Nostr and Bitcoin share the same cryptographic foundation: secp256k1 with Schnorr signatures. This isn't coincidence - it's what makes Nostr "Taproot Native."

The Shared Stack

LayerSpecificationUsed By
Curvesecp256k1Bitcoin, Nostr, Ethereum
SignaturesSchnorr (BIP-340)Bitcoin Taproot, Nostr
Pubkey formatx-only (32 bytes)Taproot, Nostr
EncodingBech32/Bech32mbc1p..., npub1...

One keypair, two networks. Your nsec signs Nostr events AND Bitcoin transactions. Your npub is your identity AND your P2TR address.

Why secp256k1?

Bitcoin chose secp256k1 in 2009. Key properties:

  • Efficient: Faster than NIST curves
  • No backdoor concerns: Parameters are "nothing up my sleeve" numbers
  • Battle-tested: Secures billions in value
  • Tooling: Mature libraries everywhere

Nostr adopted it for Bitcoin compatibility, not because it's theoretically optimal.

Why Schnorr?

Schnorr signatures (BIP-340) replaced ECDSA for Taproot:

PropertyECDSASchnorr
Signature size71-72 bytes64 bytes
Batch verificationNoYes
LinearityNoYes (enables MuSig)
ComplexityHigherSimpler

Linearity is the key advantage: signatures can be aggregated, enabling:

  • Multi-signatures that look like single-sig
  • Adapter signatures for atomic swaps
  • Threshold signatures

The Taproot Native Insight

No bridges. No wrapping. No conversion. The same 32 bytes serve both purposes.

What This Section Covers

TopicWhy It Matters
X-Only PubkeysThe 1-byte tradeoff and lifting problem
Schnorr SecurityNonce attacks, key safety
TweaksPrivacy via key derivation
Silent PaymentsBIP-352 + Nostr notifications

Key Reuse: Feature, Not Bug

Some argue for separate derivation paths (m/44'/1237'/... for Nostr). We disagree.

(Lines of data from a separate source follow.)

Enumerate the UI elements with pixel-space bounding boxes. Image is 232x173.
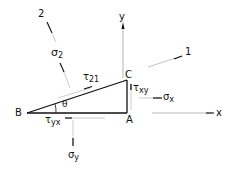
point-c-label: C	[125, 70, 132, 80]
sigma2-arrow-icon	[60, 63, 64, 72]
x-axis-label: x	[216, 108, 222, 118]
edge-bc	[27, 80, 127, 113]
diagram-lines	[0, 0, 232, 173]
tauyx-label: τyx	[45, 115, 61, 125]
stress-transformation-diagram: 2 σ2 τ21 y 1 C τxy σx B θ A x τyx σy	[0, 0, 232, 173]
tauxy-label: τxy	[133, 83, 149, 93]
sigma2-label: σ2	[51, 47, 63, 58]
tau21-label: τ21	[83, 72, 99, 82]
sigmay-label: σy	[68, 150, 79, 160]
axis-1-label: 1	[185, 47, 191, 57]
axis-2-arrow-icon	[47, 22, 52, 33]
y-axis-label: y	[119, 12, 125, 22]
point-a-label: A	[126, 115, 133, 125]
theta-label: θ	[62, 100, 68, 109]
theta-arc	[55, 104, 56, 113]
triangle-element	[27, 80, 127, 113]
point-b-label: B	[15, 108, 22, 118]
axis-1-arrow-icon	[174, 56, 182, 59]
sigmax-label: σx	[163, 92, 174, 102]
axis-2-label: 2	[38, 9, 44, 19]
y-axis-arrow-icon	[122, 22, 125, 29]
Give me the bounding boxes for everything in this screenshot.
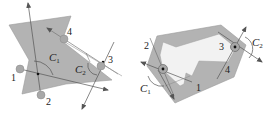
right-contact-dot-3 [234, 46, 237, 49]
left-finger-1 [16, 65, 24, 73]
left-finger-3 [97, 62, 105, 70]
right-label-4: 4 [225, 64, 230, 75]
left-intersection-point [37, 73, 40, 76]
right-label-3: 3 [219, 41, 224, 52]
left-figure: 1 2 3 4 C1 C2 [9, 3, 122, 109]
right-label-1: 1 [196, 82, 201, 93]
right-figure: 1 2 3 4 C1 C2 [140, 25, 263, 103]
left-polygon [9, 16, 112, 94]
left-finger-2 [37, 91, 45, 99]
right-contact-dot-2 [162, 68, 165, 71]
left-label-1: 1 [11, 72, 16, 83]
left-label-4: 4 [67, 26, 72, 37]
right-label-2: 2 [144, 40, 149, 51]
left-label-3: 3 [108, 54, 113, 65]
right-label-c2: C2 [252, 36, 263, 50]
right-label-c1: C1 [140, 82, 151, 96]
left-label-2: 2 [46, 96, 51, 107]
diagram-canvas: 1 2 3 4 C1 C2 1 2 3 4 C1 C2 [0, 0, 272, 119]
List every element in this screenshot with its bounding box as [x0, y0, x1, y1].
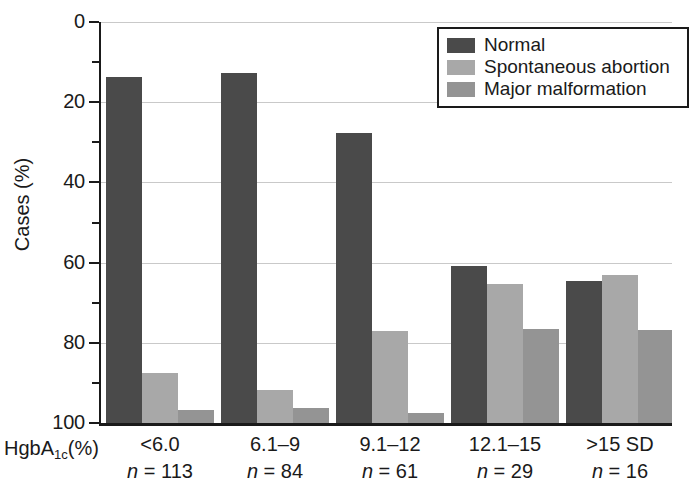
- legend-label: Major malformation: [484, 79, 647, 99]
- y-tick-label: 40: [0, 171, 85, 191]
- bar: [293, 408, 329, 423]
- legend-item: Spontaneous abortion: [447, 56, 681, 78]
- bar: [106, 77, 142, 423]
- y-tick-minor: [92, 302, 99, 304]
- legend-label: Spontaneous abortion: [484, 57, 670, 77]
- y-tick-major: [89, 21, 99, 23]
- x-group-label: >15 SDn = 16: [550, 433, 690, 482]
- bar: [566, 281, 602, 423]
- x-axis-line: [99, 423, 672, 426]
- bar: [451, 266, 487, 423]
- legend-swatch: [447, 60, 475, 75]
- legend-item: Major malformation: [447, 78, 681, 100]
- bar: [178, 410, 214, 423]
- y-tick-major: [89, 422, 99, 424]
- x-axis-title-subscript: 1c: [54, 447, 68, 462]
- y-tick-minor: [92, 222, 99, 224]
- y-tick-label: 60: [0, 252, 85, 272]
- bar: [602, 275, 638, 423]
- x-group-count: n = 16: [550, 460, 690, 482]
- y-tick-major: [89, 101, 99, 103]
- gridline: [101, 22, 672, 23]
- legend-swatch: [447, 82, 475, 97]
- legend-label: Normal: [484, 35, 545, 55]
- x-group-range: >15 SD: [550, 433, 690, 456]
- bar: [142, 373, 178, 423]
- bar: [336, 133, 372, 423]
- gridline: [101, 263, 672, 264]
- bar: [523, 329, 559, 423]
- y-tick-minor: [92, 61, 99, 63]
- y-tick-major: [89, 262, 99, 264]
- legend-item: Normal: [447, 34, 681, 56]
- y-tick-minor: [92, 382, 99, 384]
- legend: NormalSpontaneous abortionMajor malforma…: [437, 27, 689, 108]
- y-tick-major: [89, 342, 99, 344]
- gridline: [101, 182, 672, 183]
- y-tick-minor: [92, 141, 99, 143]
- x-axis-title-main: HgbA: [4, 437, 54, 459]
- y-tick-label: 0: [0, 11, 85, 31]
- bar: [257, 390, 293, 423]
- y-tick-major: [89, 181, 99, 183]
- bar: [221, 73, 257, 423]
- bar: [408, 413, 444, 423]
- bar: [638, 330, 672, 423]
- legend-swatch: [447, 38, 475, 53]
- y-tick-label: 20: [0, 91, 85, 111]
- bar: [487, 284, 523, 423]
- bar: [372, 331, 408, 423]
- x-axis-title: HgbA1c(%): [4, 437, 99, 460]
- y-tick-label: 100: [0, 412, 85, 432]
- y-tick-label: 80: [0, 332, 85, 352]
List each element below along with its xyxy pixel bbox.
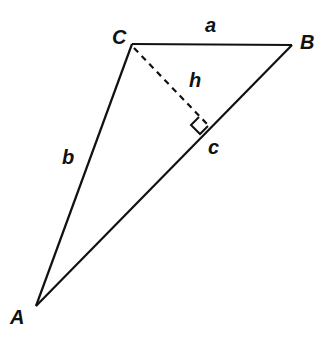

The whole point is unified identity. Your npub IS your Bitcoin key. Separate paths fragment this:

  • Two keys to backup
  • Two identities to manage
  • Lost interoperability

If you need isolation, use testnet for testing. For mainnet, one key rules both.

Security Foundations

The security of both Nostr and Bitcoin rests on:

  1. Discrete log hardness: Can't derive private key from public key
  2. Hash function security: SHA-256, used in signatures and tweaks
  3. Proper randomness: Nonce generation is critical (see Schnorr Security)

Break any of these, break everything.

See Also


Same Keys, Same Security

Your Nostr security IS your Bitcoin security. Protect your nsec like it holds your life savings - because via P2TR, it can.